Barefoot Networks scored deals with a trio of China-based technology companies to deploy its Tofino programmable switch.

The companies include Alibaba Group, Baidu, and Tencent Holding, which are set to deploy Tofino switches running open source P4 language, targeted at programmable forwarding plane technology. Financial terms of the deals were not released.

Alibaba runs one of the country’s largest online and mobile payment services, while Baidu and Tencent are focused on Internet-based search and service.

Tencent said it expects the move to speed the deployment of network features and respond to “anomalies and failures,” while Baidu said the platform has allowed for the deployment of new network functions “like Layer 4 load balancing and network address translations right on the top-of-rack-switch.”

Alibaba and Tencent last November were both investors in a Series C round of funding for Barefoot, which raised $80 million and pushed the firm’s overall raised funding to more than $150 million.

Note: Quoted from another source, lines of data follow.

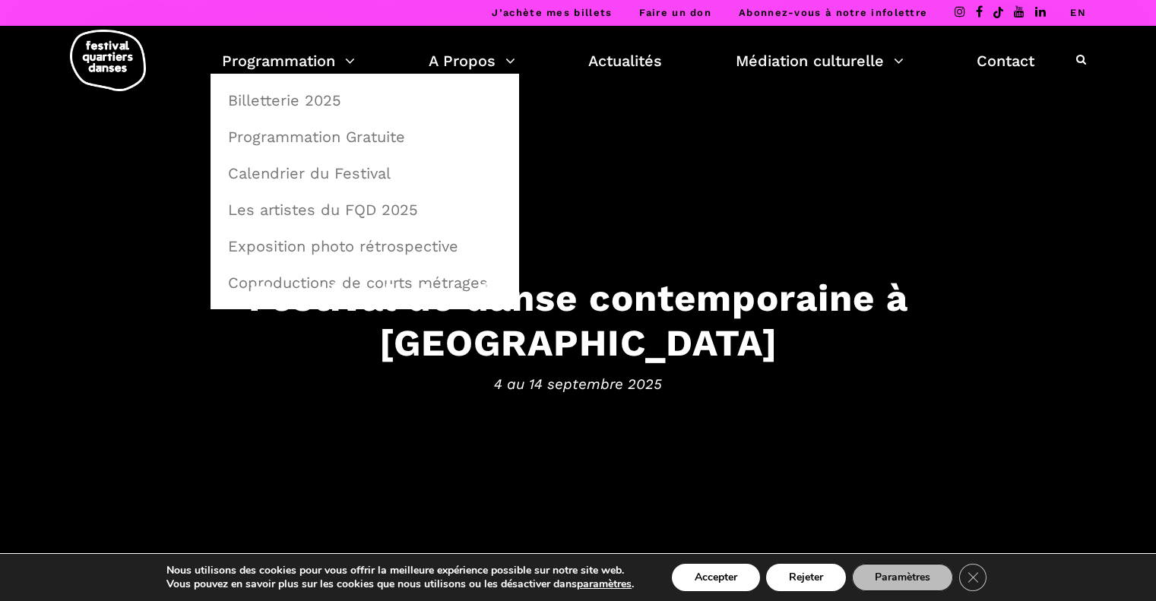  I want to click on a: Les artistes du FQD 2025, so click(365, 210).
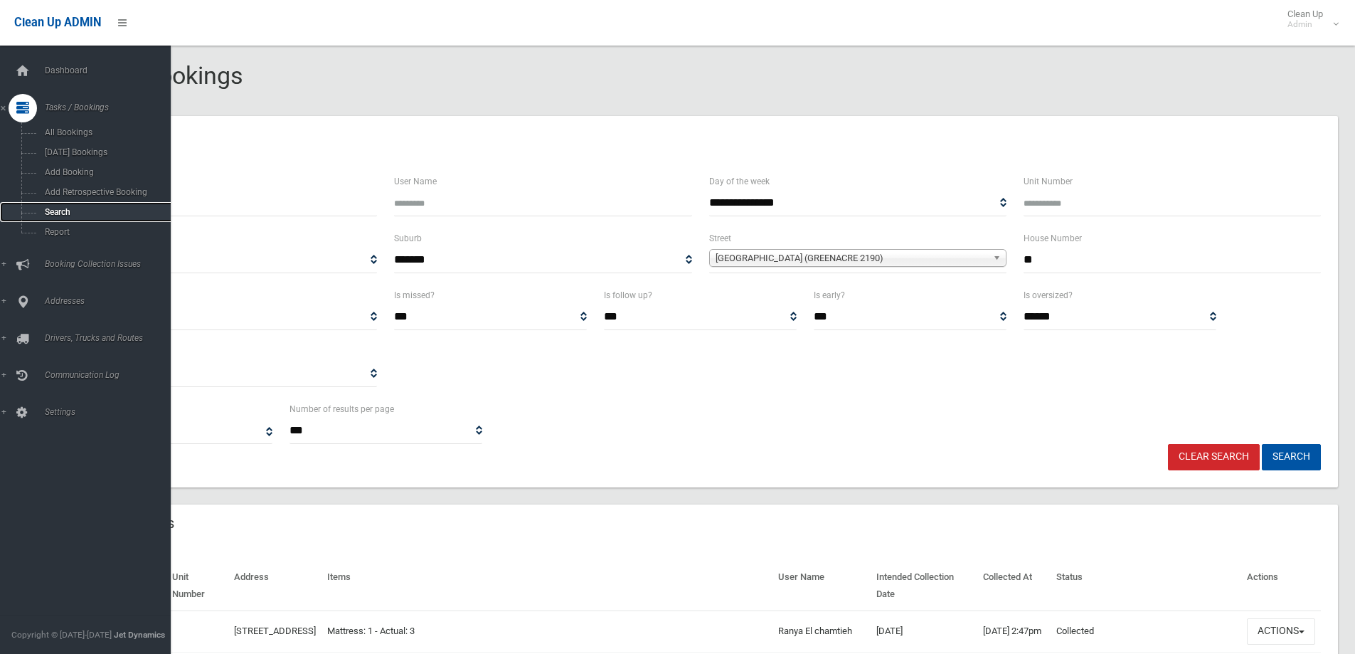 The width and height of the screenshot is (1355, 654). What do you see at coordinates (547, 585) in the screenshot?
I see `th: Items` at bounding box center [547, 585].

Barefoot said its Tofino switch, which it began sampling late last year, provides visibility down to the packet level and support for speeds up to 6.5 Tb/s. The company said it’s working with a number of network equipment OEMs, including H3C, Rujie, and ZTE to build products using the Tofino Ethernet switch ASICS and Capilano SDE. Barefoot also has said its chips would appear in white box switches from Edgecore and Wistrom NeWeb Corp.

Barefoot CEO Craig Barratt said the company expects production shipments and deployments to begin later this year.

Barefoot has been on a bit of a roll as of late, having in February brought on former Google executive Barratt to run operations, and last month signing a deal with AT&T to become the first telecommunication provider to announce deployment of the Barefoot switches, with the operator installing Tofino-based white boxes running SnapRoute's FlexSwitch Network Operating System (NOS) in parts of its existing MPLS-based networks.